Lula Leads 2026 Presidential Race as Approval Rating Splits Nation, Poll Finds
A new Genial/Quaest survey shows the incumbent president ahead in all first- and second-round scenarios, even as his government's approval remains nearly evenly divided.
President Luiz Inácio Lula da Silva holds a commanding lead in Brazil's early 2026 electoral landscape, according to a Genial/Quaest poll released Wednesday, though the survey also reveals a country sharply divided over his performance in office.
Lula registered 39 percent of voting intentions in first-round scenarios, well ahead of his nearest rival, Senator Flávio Bolsonaro of the Liberal Party, who polled at 29 percent. The remaining field trailed far behind, with former Governor Ronaldo Caiado and businessman Renan Santos of the Missão party each recording 3 percent, statistically tied with one another.
Further back in the pack, federal Deputy Aécio Neves and former Governor Romeu Zema each registered 2 percent of voting intentions, with Santos appearing numerically ahead of both despite the slim margins involved.
The poll also tested hypothetical second-round matchups, finding that Lula would defeat every opposition contender currently being measured. That finding drew contrasting interpretations from across the Brazilian press. Left-leaning CartaCapital emphasized Lula's durability across all head-to-head scenarios as evidence of his structural electoral strength against the right and far-right. Center-leaning O Globo focused on the emergence of Renan Santos as a figure capable of competing with more established opposition names at this early stage.
Right-leaning Estadão foregrounded the government's approval numbers, noting that 48 percent of respondents disapprove of the Lula administration against 47 percent who approve — a virtually deadlocked assessment that the outlet framed as a significant vulnerability heading into a campaign year.

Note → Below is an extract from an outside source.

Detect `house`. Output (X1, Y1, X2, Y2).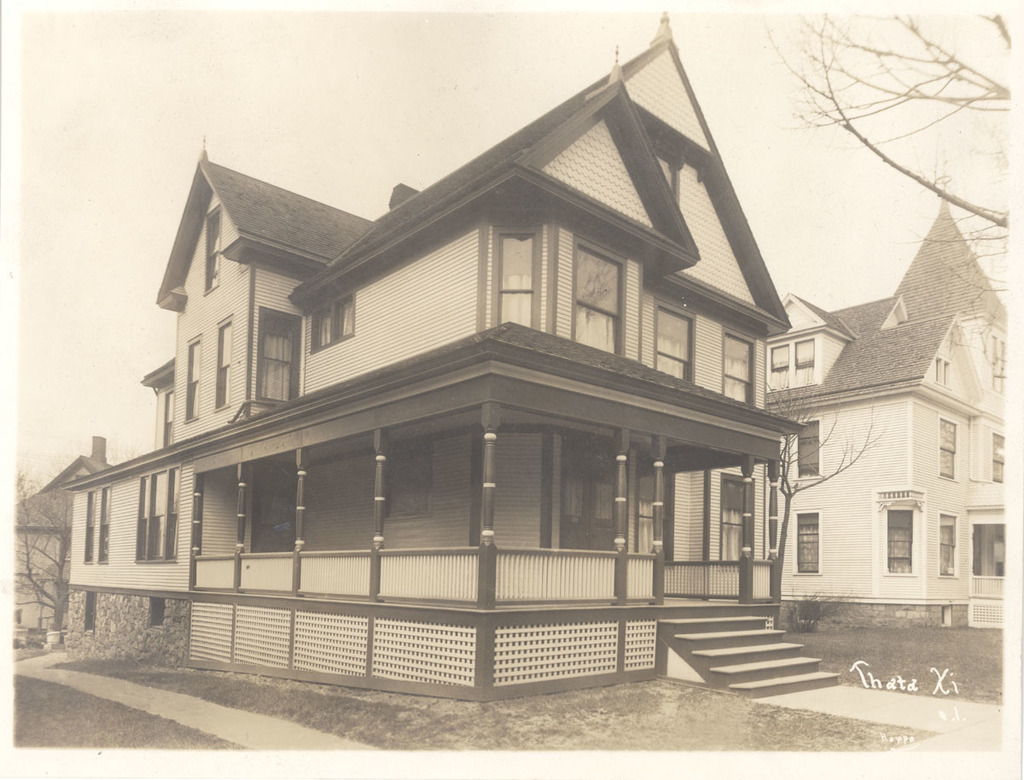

The near-even split on government approval reflects persistent tensions over economic management, social spending, and the administration's handling of inflation and public finances. Brazil's presidential election is scheduled for October 2026, and polling at this stage typically reflects name recognition and partisan alignment more than settled voter intention.
With more than a year remaining before the first round, the opposition field remains fluid. No single challenger has consolidated right-wing support, and the fragmentation among Bolsonaro, Caiado, Santos, Zema, and Neves suggests that a competitive opposition primary dynamic — formal or informal — has yet to resolve itself.
What remains uncertain is whether Flávio Bolsonaro's second-place standing will hold as his father, former President Jair Bolsonaro, continues to face legal proceedings that affect the family's political standing. How the opposition coalesces, and whether Lula's approval deficit widens or narrows in response to economic conditions, will likely define the contours of the race in the months ahead.